Honorary Staff

Professor Lyn Yates

Professor Lyn Yates


 l.yates@unimelb.edu.au

Redmond Barry Distinguished Professor, Foundation Professor of Curriculum

Lyn Yates has backgrounds in history, sociology and philosophy, including a PhD on Curriculum Theory and ‘non-sexist education’. She has worked extensively on issues related to education policy and practice, curriculum inquiry, research methodology in education, gender, class and identity. Her work has included qualitative and longitudinal empirical studies in schooling and higher education as well as many essays and conceptual contributions to the field. She is particularly interested in formal education systems and practices (ie schooling and higher education) as fields of both possibility and inequality. Her past publications include The Education of Girls (ACER 1993); Reconstructing the Lifelong Learner (with Mark Tennant et al, Routledge 2003); What does good education research look like? (Open University Press 2004); Making Modern Lives (with Julie McLeod, Suny Press 2006); Curriculum in Today’s World (with Madeleine Grumet, Routledge 2011); Australia’s Curriculum Dilemmas (MUP, 2011); Knowledge at the Crossroads? (with Peter Woelert, Vic Millar and Kate O’Connor, Springer 2017).

Research projects

Lyn is currently in the final stages of an ARC project entitled Investigating Literary Knowledge in the Making of English Teachers with Larissa McLean Davies, Brenton Doeke, Philip Mead, Wayne Sawyer. The book from this project, with Routledge, will be published in 2022. The project continues Lyn’s work on different forms of knowledge in education and builds on her previous project on history and physics and the current over-regulation and narrowing of education in both schools and universities.

Professor Fazal Rizvi

Professor Fazal Rizvi


 frizvi@unimelb.edu.au

Professor of Global Studies in Education

While Fazal’s disciplinary background in Philosophy, much of his research has been focused on issues of identity and culture in transnational contexts, globalization and education policy, international education, global mobility of faculty and students, and higher education policy and Australia-Asia relations. His book, Globalizing Education Policy (Routledge 2010) is used widely in courses around the world. He is currently contracted for a sequel to this book, with the title, Re-imagining Globalization and Education (Routeldge 2021).
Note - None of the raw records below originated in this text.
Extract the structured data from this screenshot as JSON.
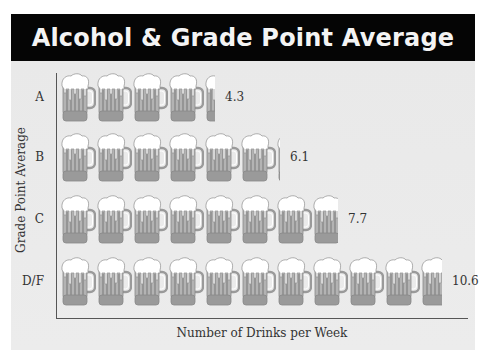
{
  "title": "Alcohol & Grade Point Average",
  "chart_data": {
    "type": "bar",
    "orientation": "horizontal",
    "style": "pictogram",
    "icon": "beer-mug-icon",
    "title": "Alcohol & Grade Point Average",
    "xlabel": "Number of Drinks per Week",
    "ylabel": "Grade Point Average",
    "categories": [
      "A",
      "B",
      "C",
      "D/F"
    ],
    "values": [
      4.3,
      6.1,
      7.7,
      10.6
    ],
    "value_labels": [
      "4.3",
      "6.1",
      "7.7",
      "10.6"
    ],
    "units_per_icon": 1,
    "grid": false,
    "legend": null
  },
  "axes": {
    "x_title": "Number of Drinks per Week",
    "y_title": "Grade Point Average"
  },
  "rows": [
    {
      "category": "A",
      "value": 4.3,
      "value_label": "4.3"
    },
    {
      "category": "B",
      "value": 6.1,
      "value_label": "6.1"
    },
    {
      "category": "C",
      "value": 7.7,
      "value_label": "7.7"
    },
    {
      "category": "D/F",
      "value": 10.6,
      "value_label": "10.6"
    }
  ],
  "colors": {
    "title_band": "#050505",
    "title_text": "#f4f4f4",
    "panel": "#ebebeb",
    "mug_glass": "#b3b3b3",
    "mug_foam": "#ffffff",
    "mug_base": "#9a9a9a",
    "axis": "#555555",
    "text": "#333333"
  }
}
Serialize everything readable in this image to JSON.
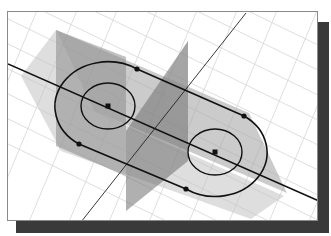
{
  "viewport": {
    "title": "",
    "background": "#ffffff",
    "frame_border": "#8a8a8a",
    "shadow_color": "#3a3a3a"
  },
  "scene": {
    "grid": {
      "visible": true,
      "color": "#d4d4d4"
    },
    "planes": [
      {
        "name": "horizontal-sketch-plane",
        "fill": "#9a9a9a",
        "opacity": 0.55
      },
      {
        "name": "vertical-plane-left",
        "fill": "#7a7a7a",
        "opacity": 0.55
      },
      {
        "name": "vertical-plane-center",
        "fill": "#6a6a6a",
        "opacity": 0.55
      }
    ],
    "axes": [
      {
        "name": "long-axis-line",
        "color": "#111111"
      },
      {
        "name": "diagonal-axis-line",
        "color": "#222222"
      }
    ],
    "sketch": {
      "profile": "slot",
      "circles": [
        {
          "name": "left-circle",
          "center_point": true
        },
        {
          "name": "right-circle",
          "center_point": true
        }
      ],
      "tangent_points": 4,
      "line_color": "#111111"
    }
  }
}
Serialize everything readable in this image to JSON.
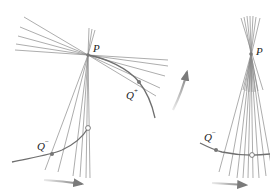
{
  "figure": {
    "left_panel": {
      "point_P": {
        "label": "P",
        "x": 88,
        "y": 55
      },
      "point_Q_plus": {
        "label": "Q",
        "superscript": "+",
        "x": 139,
        "y": 82
      },
      "point_Q_minus": {
        "label": "Q",
        "superscript": "−",
        "x": 52,
        "y": 154
      },
      "open_circle": {
        "x": 88,
        "y": 128
      },
      "motion_arrows": [
        "bottom-rightward",
        "middle-upward"
      ]
    },
    "right_panel": {
      "point_P": {
        "label": "P",
        "x": 251,
        "y": 54
      },
      "point_Q_minus": {
        "label": "Q",
        "superscript": "−",
        "x": 216,
        "y": 150
      },
      "open_circle": {
        "x": 252,
        "y": 155
      },
      "motion_arrows": [
        "bottom-rightward"
      ]
    },
    "colors": {
      "rays": "#8a8a8a",
      "curve": "#6f6f6f",
      "arrow": "#7a7a7a",
      "point_fill": "#777777",
      "text": "#222222"
    }
  }
}
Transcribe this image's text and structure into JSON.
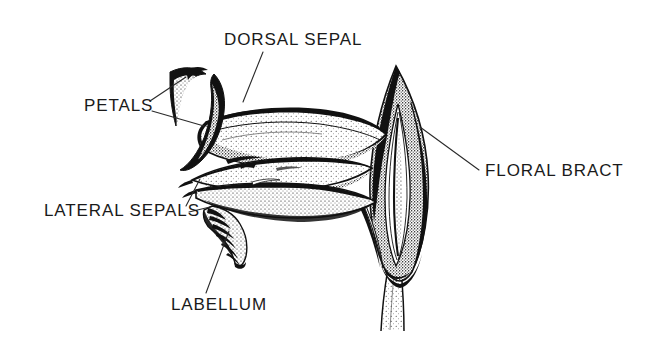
{
  "figure": {
    "background_color": "#ffffff",
    "ink_color": "#111111",
    "leader_line_color": "#2a2a2a"
  },
  "labels": [
    {
      "id": "dorsal-sepal",
      "text": "DORSAL SEPAL",
      "x": 224,
      "y": 31
    },
    {
      "id": "petals",
      "text": "PETALS",
      "x": 84,
      "y": 97
    },
    {
      "id": "lateral-sepals",
      "text": "LATERAL SEPALS",
      "x": 44,
      "y": 202
    },
    {
      "id": "labellum",
      "text": "LABELLUM",
      "x": 171,
      "y": 296
    },
    {
      "id": "floral-bract",
      "text": "FLORAL BRACT",
      "x": 485,
      "y": 162
    }
  ],
  "parts": [
    {
      "id": "dorsal-sepal",
      "name": "dorsal sepal"
    },
    {
      "id": "petals",
      "name": "petals"
    },
    {
      "id": "lateral-sepals",
      "name": "lateral sepals"
    },
    {
      "id": "labellum",
      "name": "labellum"
    },
    {
      "id": "floral-bract",
      "name": "floral bract"
    },
    {
      "id": "stem",
      "name": "stem"
    }
  ]
}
A collection of his essays is published in: Encountering Education in the Global: Selected Writings of Fazal Rizvi (Routledge 2014). His most recent books include a co-authored volume, Class Choreographies: Elite Schools and Globalization (Palgrave 2017) and a co-edited volume, Transnational Perspectives on Democracy, Citizenship, Human Rights and Peace Education (Bloomsbury 2019).

Research projects

Over the years he has worked on more than 20 funded projects from a wide variety of sources, including the Australian Research Council (ARC), the US Department of Education and UNESCO. Between 2011 and 2016, he was one of the chief investigators of a large ARC funded project on globalization and elite schools, which led to the production of numerous academic papers and books.

Fazal has conducted research on higher education reforms in India, Australia, South Africa and the United States, focusing in particular on their internationalization strategies and programs. He has published extensively on international schools and issues of student mobility and transnational research collaborations. He is currently reviewing educational innovations at the Royal Academy of Bhutan, and is in the process of developing a new project on the implications of recent geopolitical shifts on the experiences of international students.